SAN JOSE -- Playing the part of the Pittsburgh Penguins and Washington Capitals yesterday were the San Jose Sharks.
And playing the part of the Edmonton Oilers, unfortunately, were the Edmonton Oilers.
The end result in what's become a never-ending Groundhog Day of frustration was one we've all seen before: San Jose teased the struggling underdogs by giving them a sniff of a chance, then, when the time came to show who's boss, the Sharks took the Oilers out behind the barn and put them out of their misery.
Two goals from Devin Setoguchi and one each from Patrick Marleau and Joe Thornton were all the shots San Jose needed.
Bang, bang, bang, bang.
Did anyone remember the shovel?
"About the same as our last 15 games," captain Ethan Moreau sighed after the 4-2 mercy kill. "We played well, they just scored more goals than us."
Stop us if you've heard it before.
"They have some great players and when they get chances they execute," said Sam Gagner. "They score on their chances. That seems to be the difference right now betweeen us winning and losing."
As if the Oilers weren't depleated enough ability-wise, they had to play this one two forwards short after Fernando Pisani joined Gilbert Brule in sick bay with the flu and Ryan Stone's knee became too painful to skate on.
Straight up it wouldn't have been a fair fight, first against 15th in the West, but tilt the table a little further in San Jose's favour and it could have, probably should have, been a lot worse.
"I thought they played hard, it was a good team we played against tonight," said coach Pat Quinn. "Early on we weren't really good, but as the game progressed we picked it up. Our guys rallied and they played hard. We fell a little short. So, we lost to a good team, again."
The Oilers have one win in their last 15 games and have now lost seven in a row.
Before this drought started they were 15-13-4. Now they're 16-27-5.
"The effort's been there the whole time in the majority of our losses," said Patrick O'Sullivan.
"I don't think anybody can fault that. I don't think anybody will say there's a lack of effort. Again, it's the little mistakes, and the way things are going for our team there's no room for the slightest error."
The first two errors came on the first two San Jose goals. Marleau's centering pass went in off Dubnyk at 3:51 and Devin Setoguchi scored with a not-great wrist shot at at 18:44.
Dubnyk should have had both, but on the balance of play (16-6 in shots at the first intermission), the Sharks deserved to be in the lead.
"Their first two goals weren't beautiful, but the fact is, it's suddenly 2-1," said Quinn.
Still close enough that Edmonton could detect the faint scent of an upset, but San Jose put an end to that in the second with Setoguchi's second of the night at 22 seconds and Thornton's goal off a tic-tac-toe play at 15:36.
O'Sullivan scored the Oilers first shorthanded goal of the season midway through the third on San Jose backup Thomas Greiss, but 4-2 was as close as it got.
"These close losses are starting to add up," understated Sam Gagner. "It can't happen; we can't be satisfied with just playing good games."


__Work instruction__. Only the lines with the string "name" are needed; return each of them from the entries below.

__Material supplied__.
************

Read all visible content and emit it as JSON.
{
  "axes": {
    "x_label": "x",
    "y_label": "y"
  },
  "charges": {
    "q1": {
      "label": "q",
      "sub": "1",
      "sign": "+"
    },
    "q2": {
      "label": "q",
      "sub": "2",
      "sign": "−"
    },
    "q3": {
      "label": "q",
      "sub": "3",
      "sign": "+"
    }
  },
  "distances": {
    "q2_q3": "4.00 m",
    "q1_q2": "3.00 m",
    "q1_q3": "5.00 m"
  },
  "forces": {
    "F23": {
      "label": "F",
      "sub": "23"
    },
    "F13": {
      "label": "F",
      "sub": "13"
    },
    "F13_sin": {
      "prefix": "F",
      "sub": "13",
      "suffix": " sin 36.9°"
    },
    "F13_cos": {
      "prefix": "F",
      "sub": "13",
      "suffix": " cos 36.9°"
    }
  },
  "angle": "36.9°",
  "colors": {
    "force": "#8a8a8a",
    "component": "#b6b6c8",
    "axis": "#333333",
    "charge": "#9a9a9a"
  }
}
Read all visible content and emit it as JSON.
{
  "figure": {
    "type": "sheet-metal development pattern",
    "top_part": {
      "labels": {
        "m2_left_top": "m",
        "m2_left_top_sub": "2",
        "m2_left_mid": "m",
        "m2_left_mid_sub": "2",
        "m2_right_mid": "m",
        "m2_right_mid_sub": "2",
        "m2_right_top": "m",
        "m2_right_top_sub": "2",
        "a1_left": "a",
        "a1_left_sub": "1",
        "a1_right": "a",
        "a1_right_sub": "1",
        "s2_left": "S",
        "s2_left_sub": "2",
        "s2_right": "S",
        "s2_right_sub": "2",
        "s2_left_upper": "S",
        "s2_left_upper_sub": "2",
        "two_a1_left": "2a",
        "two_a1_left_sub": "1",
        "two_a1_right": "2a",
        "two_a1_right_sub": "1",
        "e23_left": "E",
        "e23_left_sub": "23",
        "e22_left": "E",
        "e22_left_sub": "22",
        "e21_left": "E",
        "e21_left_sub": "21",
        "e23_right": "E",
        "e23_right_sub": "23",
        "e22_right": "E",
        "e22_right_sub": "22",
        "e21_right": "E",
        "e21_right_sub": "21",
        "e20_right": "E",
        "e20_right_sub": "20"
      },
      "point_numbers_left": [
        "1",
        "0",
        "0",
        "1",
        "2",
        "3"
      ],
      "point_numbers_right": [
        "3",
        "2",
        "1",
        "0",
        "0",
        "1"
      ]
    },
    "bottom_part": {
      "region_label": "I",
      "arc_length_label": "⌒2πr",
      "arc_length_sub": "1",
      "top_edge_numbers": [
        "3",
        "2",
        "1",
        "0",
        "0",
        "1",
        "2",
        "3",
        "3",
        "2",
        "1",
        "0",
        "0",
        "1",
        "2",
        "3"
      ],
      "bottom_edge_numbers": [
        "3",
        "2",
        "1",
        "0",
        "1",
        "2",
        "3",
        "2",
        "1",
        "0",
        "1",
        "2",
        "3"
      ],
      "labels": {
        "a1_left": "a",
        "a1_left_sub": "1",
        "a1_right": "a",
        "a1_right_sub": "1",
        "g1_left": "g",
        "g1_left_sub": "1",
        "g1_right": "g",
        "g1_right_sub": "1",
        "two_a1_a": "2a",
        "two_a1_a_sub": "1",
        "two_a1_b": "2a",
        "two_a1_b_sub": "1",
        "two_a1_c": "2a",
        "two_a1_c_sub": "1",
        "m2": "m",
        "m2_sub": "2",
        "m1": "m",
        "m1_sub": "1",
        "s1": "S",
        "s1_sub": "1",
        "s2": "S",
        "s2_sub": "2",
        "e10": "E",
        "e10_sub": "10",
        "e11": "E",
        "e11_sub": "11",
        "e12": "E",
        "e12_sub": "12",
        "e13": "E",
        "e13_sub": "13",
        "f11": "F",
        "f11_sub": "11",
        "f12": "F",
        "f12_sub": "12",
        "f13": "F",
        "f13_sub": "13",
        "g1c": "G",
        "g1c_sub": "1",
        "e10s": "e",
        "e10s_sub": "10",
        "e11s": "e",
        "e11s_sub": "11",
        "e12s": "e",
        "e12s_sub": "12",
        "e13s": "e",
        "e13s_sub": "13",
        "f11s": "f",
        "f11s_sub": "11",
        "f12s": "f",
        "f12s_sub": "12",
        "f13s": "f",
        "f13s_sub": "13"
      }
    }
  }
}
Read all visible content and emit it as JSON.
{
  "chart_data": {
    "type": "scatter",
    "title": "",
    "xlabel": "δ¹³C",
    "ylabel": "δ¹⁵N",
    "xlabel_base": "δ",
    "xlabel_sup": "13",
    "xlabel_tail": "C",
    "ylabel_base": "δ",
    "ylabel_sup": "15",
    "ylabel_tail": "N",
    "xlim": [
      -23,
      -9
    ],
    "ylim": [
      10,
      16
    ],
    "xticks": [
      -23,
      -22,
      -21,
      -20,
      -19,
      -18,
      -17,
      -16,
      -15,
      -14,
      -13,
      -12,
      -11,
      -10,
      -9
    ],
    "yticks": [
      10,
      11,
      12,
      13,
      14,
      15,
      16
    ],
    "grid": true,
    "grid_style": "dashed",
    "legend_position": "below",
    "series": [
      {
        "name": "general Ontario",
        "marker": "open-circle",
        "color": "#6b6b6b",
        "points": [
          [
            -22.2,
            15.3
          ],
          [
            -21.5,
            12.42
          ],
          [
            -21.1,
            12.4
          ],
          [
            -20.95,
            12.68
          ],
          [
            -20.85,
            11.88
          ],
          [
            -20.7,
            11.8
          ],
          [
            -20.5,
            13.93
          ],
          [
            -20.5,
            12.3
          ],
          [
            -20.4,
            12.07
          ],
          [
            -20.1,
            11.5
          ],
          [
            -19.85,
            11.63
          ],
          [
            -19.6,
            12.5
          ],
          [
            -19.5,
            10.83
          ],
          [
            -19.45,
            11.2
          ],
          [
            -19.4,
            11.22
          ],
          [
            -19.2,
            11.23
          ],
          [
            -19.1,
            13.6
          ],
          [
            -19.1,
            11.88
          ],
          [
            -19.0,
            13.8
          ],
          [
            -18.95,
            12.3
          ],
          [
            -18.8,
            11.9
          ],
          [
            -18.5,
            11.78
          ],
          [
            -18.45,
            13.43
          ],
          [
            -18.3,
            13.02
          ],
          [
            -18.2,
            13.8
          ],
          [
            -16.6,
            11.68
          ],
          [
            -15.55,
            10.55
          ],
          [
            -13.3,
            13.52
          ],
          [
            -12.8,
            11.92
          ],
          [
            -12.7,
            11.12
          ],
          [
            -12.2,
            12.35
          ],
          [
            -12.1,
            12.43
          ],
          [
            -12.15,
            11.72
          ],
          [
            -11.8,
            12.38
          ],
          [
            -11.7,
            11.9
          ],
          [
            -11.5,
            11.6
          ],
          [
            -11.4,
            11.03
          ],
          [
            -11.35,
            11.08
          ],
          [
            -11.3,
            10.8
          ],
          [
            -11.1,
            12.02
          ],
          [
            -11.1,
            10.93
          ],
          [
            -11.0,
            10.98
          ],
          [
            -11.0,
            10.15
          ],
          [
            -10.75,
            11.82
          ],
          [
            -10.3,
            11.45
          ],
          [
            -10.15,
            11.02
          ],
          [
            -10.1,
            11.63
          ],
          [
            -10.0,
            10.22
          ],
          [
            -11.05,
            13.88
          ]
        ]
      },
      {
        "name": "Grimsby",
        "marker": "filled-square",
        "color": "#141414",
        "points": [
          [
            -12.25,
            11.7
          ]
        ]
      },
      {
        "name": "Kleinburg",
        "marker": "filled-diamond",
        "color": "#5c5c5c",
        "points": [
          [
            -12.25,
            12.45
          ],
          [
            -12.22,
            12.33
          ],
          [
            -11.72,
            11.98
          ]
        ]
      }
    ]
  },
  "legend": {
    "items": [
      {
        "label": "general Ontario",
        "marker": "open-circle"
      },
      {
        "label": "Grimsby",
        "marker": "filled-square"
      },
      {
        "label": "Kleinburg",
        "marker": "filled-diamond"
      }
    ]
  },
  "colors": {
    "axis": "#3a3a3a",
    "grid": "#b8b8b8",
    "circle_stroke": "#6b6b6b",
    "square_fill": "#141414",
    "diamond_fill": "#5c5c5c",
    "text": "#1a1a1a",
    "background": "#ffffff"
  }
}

************

__Written response__.
        "name": "general Ontario",
        "name": "Grimsby",
        "name": "Kleinburg",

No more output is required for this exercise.